One of the most talked-about models being unveiled Thursday at Drupa 2008 a showcase for the graphic communications industry held every four years in Dusseldorf, Germany is Stream, a continuous-feed inkjet color press from Eastman Kodak Co.
It can print more than 2,500 pages or 500 feet of customized catalogs, brochures, books, magazines, credit-card bills or direct mail each minute. And it may be able to narrow cost, quality and speed gaps that have kept digital printers from capturing more than 10 percent of the world's high-end commercial market.
Current full-color digital presses Xerox Corp.'s iGen, Hewlett-Packard Co.'s Indigo and Kodak's NexPress top out around 120 pages a minute at a cost of 5 cents to 6 cents per page, analysts say. Output from the Stream is closer to analog-world prices of a penny or less per page, a dramatic improvement that makes the newer technology much more competitive.
"It's a step-function improvement in speed and cost," said Citigroup analyst Matthew Troy. "And it gives the printer the ability to do variable data printing at a quality level that is close to traditional offset. And that is massive."
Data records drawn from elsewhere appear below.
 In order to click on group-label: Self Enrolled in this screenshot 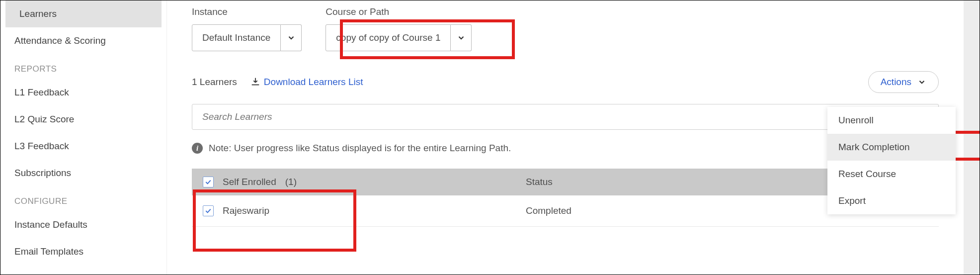, I will do `click(249, 182)`.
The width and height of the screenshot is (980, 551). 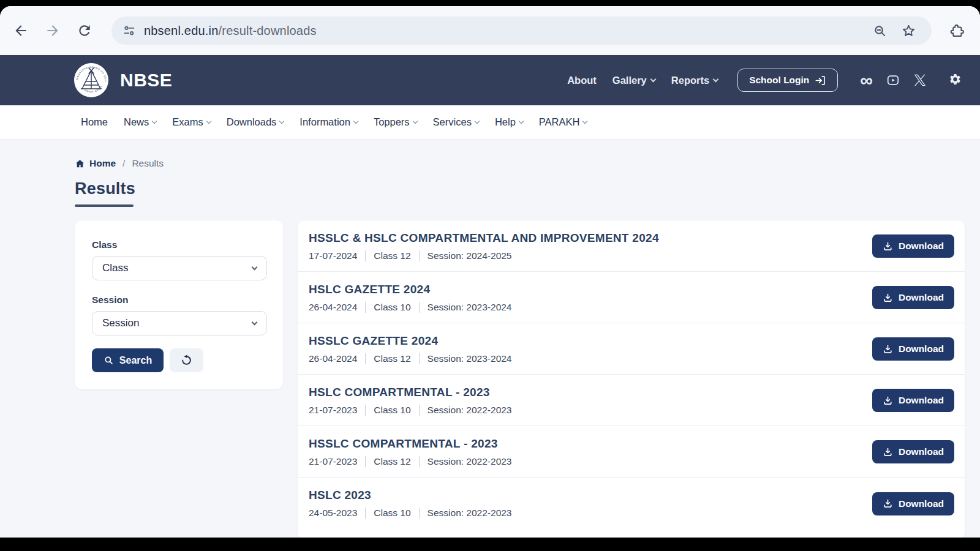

Photography icon Kodak expects to bring Stream to market in early 2009.
Seeing its film and photofinishing businesses nose-dive, Kodak has tapped its inkjet expertise and splurged $2.6 billion on a string of acquisitions since 2004 in hopes of grabbing a stake in a fertile market where Hewlett-Packard, Ricoh, Xerox, and Fuji also are doing fierce battle.
Over the next two weeks at Drupa 2008 which could draw more than 400,000 people the industry's major players will put their latest commercial printing wares on display and introduce "the first generation of digital technology that really has a shot at displacing that old analog-based infrastructure," Troy said.
"If the trend in this industry for the last three years was about getting people to print in color, the trend for the next decade is going to be digital high-speed production using either inkjet or toner-based technologies."
With profits from offset lithography printing stagnant and more than 3 percent of the nation's more than 30,000 commercial printers folding each year a radical shift to digital now looks imminent, said Steve Nigro, general manager of HP's graphics and imaging business.